Using The Rule of Three to Improve Morale, Performance and Profitability

 In Blog

When was the last time you were truly recognized by your GM, PD or co-hosts?

Unbelievably, a lot of GMs, PDs, and coworkers worry that the act of praising will lose meaning. Well, how often do you tell your partner you love them? What would happen if instead of every day, you just said it once or twice a year?


As employees, most of us can never receive enough sincere recognition. It never gets old.

Gone are the days of intimidating or belittling employees and talent. If you want the best from your staff and co-workers you have to recognize them in an authentic and tangible way. Recognition extended to every member of the team will create a society of engaged employees excited about a common goal.
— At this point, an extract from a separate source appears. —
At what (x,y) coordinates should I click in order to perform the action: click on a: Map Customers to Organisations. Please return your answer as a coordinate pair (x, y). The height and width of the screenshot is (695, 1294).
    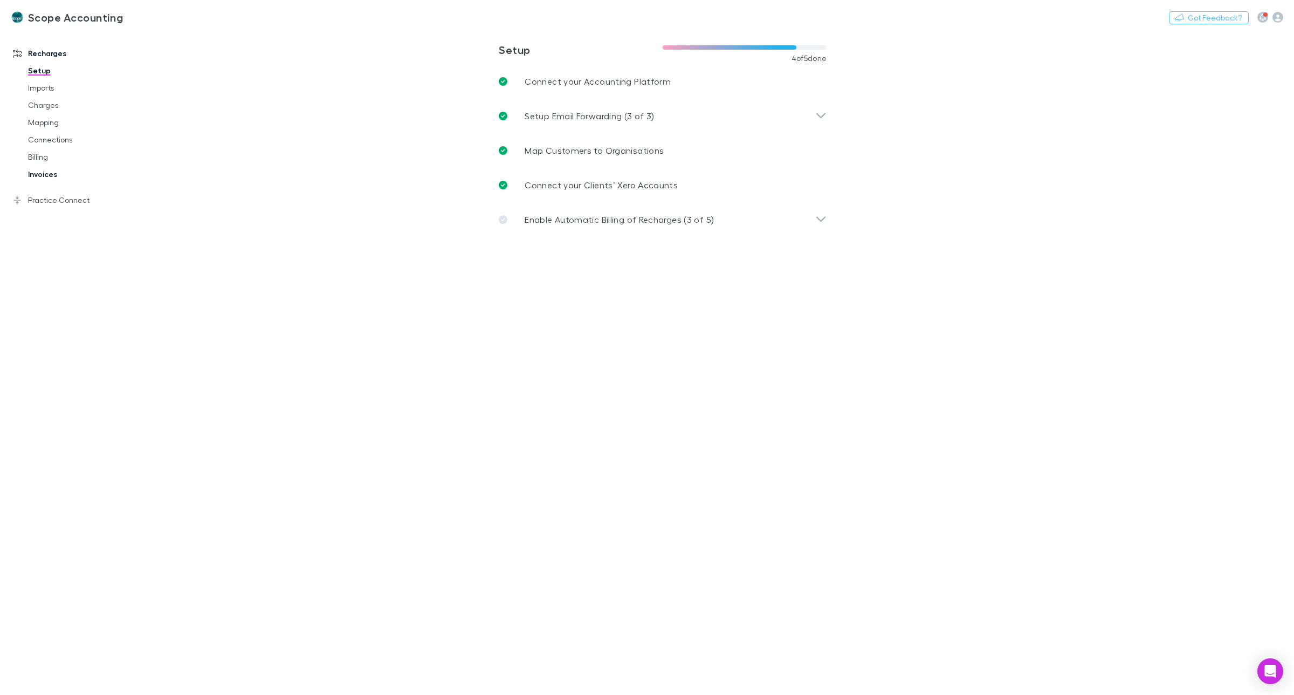
    Looking at the image, I should click on (663, 150).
How will purposeful recognition accomplish this? 

Health Stream Research interviewed 3,000 people and asked, “What do you really want from your job?”. Employees ranked “pay” number three on their list. Number one was “Career/Learning Development Opportunities”. Number two? “Recognition”.

Our philosophy for working with talent has always been to inspire and empower by recognizing achievement. We first focus on what was done well and why it worked. Applying this template companywide is paramount to a company’s ability to survive.
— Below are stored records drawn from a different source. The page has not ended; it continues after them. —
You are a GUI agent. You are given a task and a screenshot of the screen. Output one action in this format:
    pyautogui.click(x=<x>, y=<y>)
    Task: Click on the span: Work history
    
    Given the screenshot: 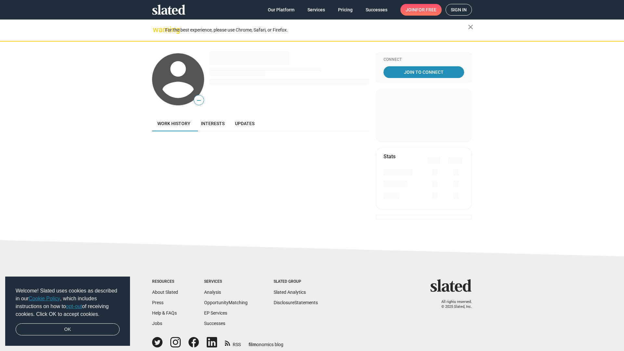 What is the action you would take?
    pyautogui.click(x=174, y=123)
    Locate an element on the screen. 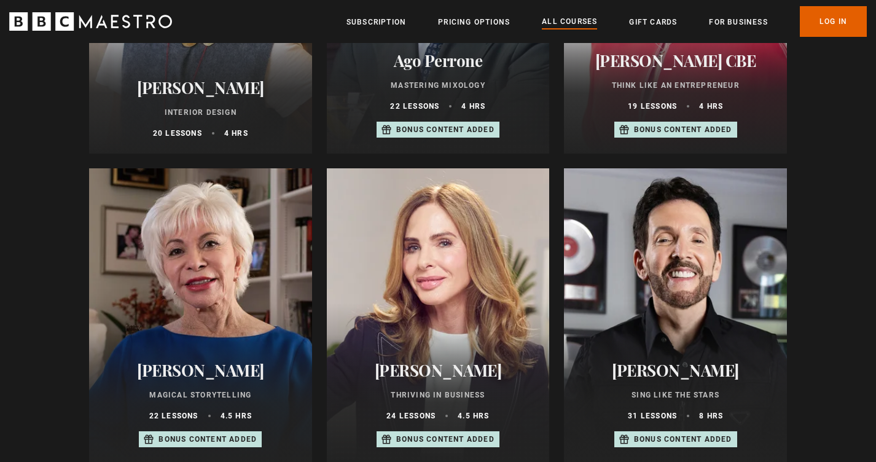  a: Log In is located at coordinates (833, 22).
The Three Rules of Recognition: Administer C.P.R.

CONSISTENT: Be consistent with low cost, high-touch recognition. This could be as simple as a specific email about a job well done.
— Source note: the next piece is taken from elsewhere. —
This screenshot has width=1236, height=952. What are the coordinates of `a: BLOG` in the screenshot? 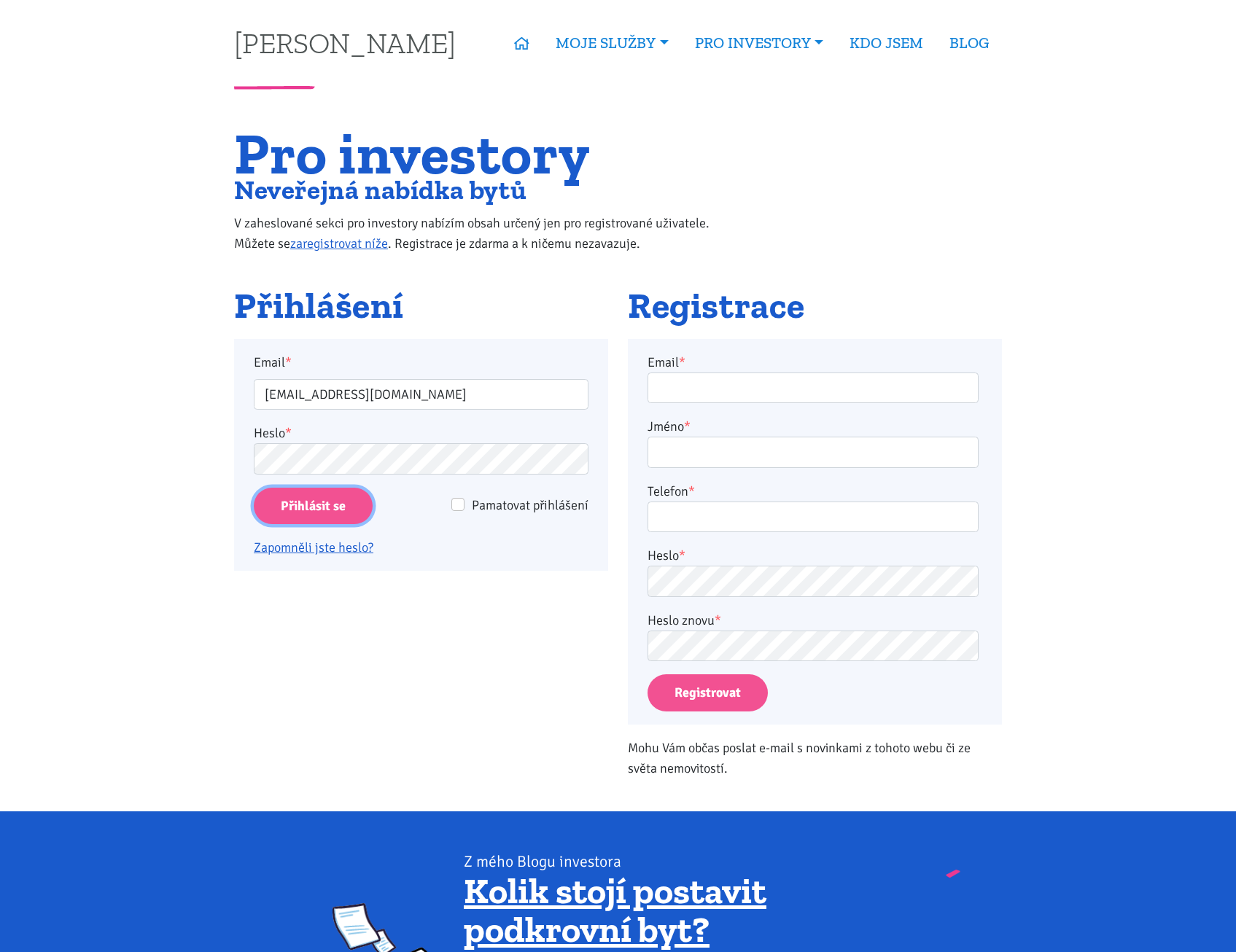 It's located at (969, 43).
PERFORMANCE BASED: When your people go above and beyond, they deserve more of a response from the organization. The reward should be customized to the achievement AND to the individual.

RECOGNIZE TEAM ACHIEVEMENT: These celebrations reinforce your brand and thank everyone on a team, division or entire company.

How does this translate to the bottom line?

Companies that effectively recognize excellence enjoy a return-on-equity (ROE) more than three times higher than the return experienced by companies that don’t, according to a ten year study of over 200,000 thousand people around the globe.

Radio is a team sport; our goal is to entertain, emotionalize and participate with our listeners. The better we are at connecting with each other in the building, the better we’ll be at connecting with our audience.